WhatsApp is asking a federal court to hold NSO Group in contempt after catching the blacklisted spyware firm allegedly violating last year's permanent injunction. The Meta-owned messaging platform disrupted what it says were NSO-linked phishing campaigns and test account creation—direct defiance of a landmark 2025 court order that barred the Israeli company from ever targeting WhatsApp users again. The move escalates a legal battle that's become ground zero in the fight against commercial spyware.
WhatsApp just caught a blacklisted spyware maker red-handed. The company disrupted what it says were fresh attacks by NSO Group—the same Israeli firm a federal court permanently banned from targeting its platform just last year—and now it's asking judges to hold NSO in contempt. The alleged violations mark a brazen test of whether court orders can actually stop the multibillion-dollar commercial spyware industry.
The evidence WhatsApp uncovered is damning. After investigating user reports, the company's security team found NSO-linked social engineering attempts designed to trick people into clicking malicious links that would drive them to external websites beyond WhatsApp's encrypted environment. The tactics mirror previously reported 1-click phishing campaigns tied to NSO's Pegasus spyware. But that's not all—WhatsApp also caught NSO creating test accounts and groups on the platform, infrastructure likely meant to develop new attack vectors. The company shut them all down.

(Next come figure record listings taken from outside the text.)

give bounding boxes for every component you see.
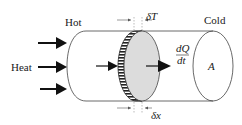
delta-x-marker: [117, 102, 152, 113]
label-cold: Cold: [204, 14, 226, 26]
label-delta-t: δT: [146, 10, 158, 22]
heat-conduction-diagram: Hot Cold Heat δT δx dQ dt A: [0, 0, 242, 125]
label-delta-x: δx: [151, 109, 161, 121]
heat-arrows: [38, 37, 67, 95]
heat-flux-arrow-head: [158, 60, 171, 72]
label-dq-dt: dQ dt: [176, 42, 190, 66]
label-dq: dQ: [176, 42, 190, 54]
label-area: A: [207, 60, 215, 72]
diagram-canvas: Hot Cold Heat δT δx dQ dt A: [0, 0, 242, 125]
label-hot: Hot: [65, 16, 82, 28]
inner-arrow-in-head: [108, 61, 118, 71]
label-heat: Heat: [11, 61, 32, 73]
hot-end-cap: [67, 31, 86, 101]
label-dt: dt: [177, 54, 187, 66]
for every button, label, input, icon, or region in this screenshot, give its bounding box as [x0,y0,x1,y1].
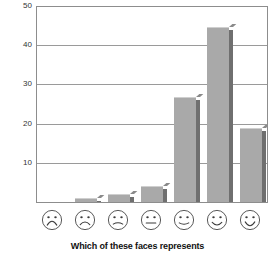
y-axis-tick-labels: 50 40 30 20 10 [12,0,34,210]
y-tick-30: 30 [23,80,32,88]
big-smile-face-icon [238,208,262,232]
bar-side [229,30,233,204]
bars-layer [37,7,267,202]
sad-face-icon [73,208,97,232]
very-sad-face-icon [40,208,64,232]
bar-smile-face [207,27,229,203]
bar-face [141,186,163,202]
y-tick-20: 20 [23,120,32,128]
bar-side [97,201,101,203]
bar-top [196,94,203,97]
bar-big-smile-face [240,128,262,202]
y-tick-10: 10 [23,159,32,167]
bar-top [97,195,104,198]
bar-face [75,198,97,202]
bar-side [262,131,266,203]
bar-slight-smile-face [174,97,196,202]
bar-top [262,125,268,128]
bar-face [174,97,196,202]
x-axis-title: Which of these faces represents [0,241,275,251]
plot-area [36,6,268,203]
bar-face [240,128,262,202]
bar-top [229,24,236,27]
bar-face [108,194,130,202]
smile-face-icon [205,208,229,232]
x-axis-face-labels [36,206,268,236]
bar-side [163,189,167,203]
y-tick-40: 40 [23,41,32,49]
bar-sad-face [75,198,97,202]
neutral-face-icon [139,208,163,232]
bar-chart: Percent 50 40 30 20 10 Which of these fa… [0,0,275,260]
slight-smile-face-icon [172,208,196,232]
y-tick-50: 50 [23,2,32,10]
slightly-sad-face-icon [106,208,130,232]
bar-side [196,100,200,203]
bar-neutral-face [141,186,163,202]
bar-side [130,197,134,203]
bar-top [130,191,137,194]
bar-top [163,183,170,186]
bar-face [207,27,229,203]
bar-slightly-sad-face [108,194,130,202]
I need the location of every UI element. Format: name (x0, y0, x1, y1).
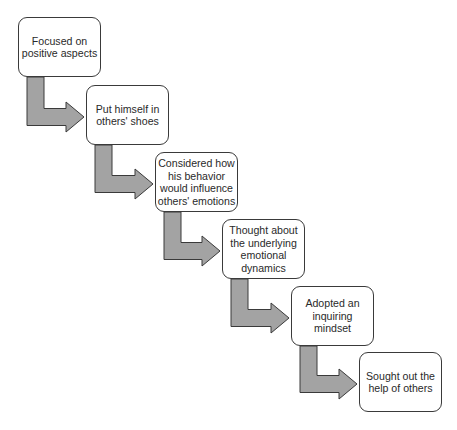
bent-arrow-icon (95, 145, 153, 199)
step-label-2: Put himself in others' shoes (88, 103, 167, 128)
staircase-diagram: Focused on positive aspects Put himself … (0, 0, 457, 430)
step-box-3: Considered how his behavior would influe… (155, 152, 238, 212)
step-box-2: Put himself in others' shoes (86, 85, 169, 145)
step-box-1: Focused on positive aspects (18, 17, 101, 77)
step-label-3: Considered how his behavior would influe… (157, 157, 236, 207)
step-box-6: Sought out the help of others (359, 352, 442, 412)
step-box-5: Adopted an inquiring mindset (291, 286, 374, 346)
step-label-6: Sought out the help of others (361, 370, 440, 395)
step-box-4: Thought about the underlying emotional d… (222, 219, 305, 279)
bent-arrow-icon (300, 346, 357, 399)
bent-arrow-icon (27, 77, 84, 132)
step-label-4: Thought about the underlying emotional d… (224, 224, 303, 274)
bent-arrow-icon (231, 279, 289, 333)
bent-arrow-icon (164, 212, 220, 266)
step-label-5: Adopted an inquiring mindset (293, 297, 372, 335)
step-label-1: Focused on positive aspects (20, 35, 99, 60)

"The court was unequivocal: NSO violated the federal and state laws against hacking," Meta wrote in its announcement. "Today, we're asking the court to hold them in contempt of that order." It's a significant escalation in a case that made history in 2025 when WhatsApp secured a landmark verdict and permanent injunction against the firm blacklisted by the US Commerce Department for activities contrary to national security.
This isn't just about WhatsApp. NSO's CEO confirmed in court testimony that the company actively hunts for "vectors, or ways to access the phone" far beyond any single messaging app. They're targeting browsers, operating systems, and pretty much any application they can exploit. It's an admission that reveals the scope of the commercial spyware threat—no technology is safe, and the reported targets range from journalists and human rights defenders to government officials and military personnel.
WhatsApp is taking an unprecedented step by releasing threat indicators to the public. The company disclosed three malicious domains—ikhwancast[.]com, ghazacast[.]com, and fr24cast[.]com—so anyone can check whether they were targeted by NSO-linked campaigns, regardless of which platform the attack came through. Whether it arrived via text message, email, or any messaging service, users now have concrete indicators to search their records.
The contempt filing comes as NSO fights to overturn last year's injunction. Just last month, 12 prominent civil rights organizations—including Access Now and Knight First Amendment Institute at Columbia University—filed amicus briefs supporting WhatsApp's position. The coalition of security researchers, privacy advocates, and digital rights experts argued that weakening restrictions on NSO would undermine US national security and threaten billions who depend on secure communications.
Meta is putting money behind the fight too. The company announced it's making a significant contribution to the Spyware Accountability Initiative, which supports dozens of organizations worldwide doing forensic research, user support, and advocacy work. This civil society network has already delivered massive impact—a Citizen Lab zero-day discovery led Apple to push a critical security update to over a billion devices. Earlier this year, a Greek court issued the first-ever criminal conviction of spyware company executives, built on forensic evidence and investigative reporting by civil society organizations.
"This work is demanding, often dangerous, and consistently under-resourced compared to the spyware industry that continues to develop new exploits," Meta wrote. The company's contribution aims to level that playing field, funding the researchers and advocates who've become the front line against surveillance-for-hire firms.
For WhatsApp's 2 billion-plus users, the platform's default end-to-end encryption remains intact—personal messages and calls stay protected. But the company is urging users who believe they might be targeted by sophisticated attacks to enable strict account settings for additional hardening. The basic hygiene advice applies too: keep apps and devices updated, and report suspicious activity immediately.
The contempt motion sets up a critical test. NSO Group sits on the US Entity List, effectively blacklisted for threatening national security. If a company under those restrictions can violate a federal court injunction without serious consequences, the entire regulatory framework around commercial spyware enforcement comes into question. WhatsApp's case has already rewritten the playbook for how tech companies can fight back against spyware makers through litigation—now we'll see if courts can actually enforce those victories.
What happens next could reshape the entire commercial spyware industry. If courts hold NSO in contempt for violating the injunction, it sends a clear signal that legal victories against spyware makers have real teeth. If NSO skates, it suggests that even blacklisted firms under permanent court orders can continue operating with impunity. WhatsApp has built a coalition—civil rights organizations, security researchers, and now significant funding for on-the-ground defenders—that extends far beyond a single company's legal department. The threat indicators released today mean anyone can now check if they were in NSO's crosshairs, turning detection into a collective defense. With NSO's appeal still pending and this new contempt motion in play, the legal battle that started with a 2019 attack on 1,400 WhatsApp users has become the defining test case for whether courts and regulations can actually constrain the surveillance-for-hire industry.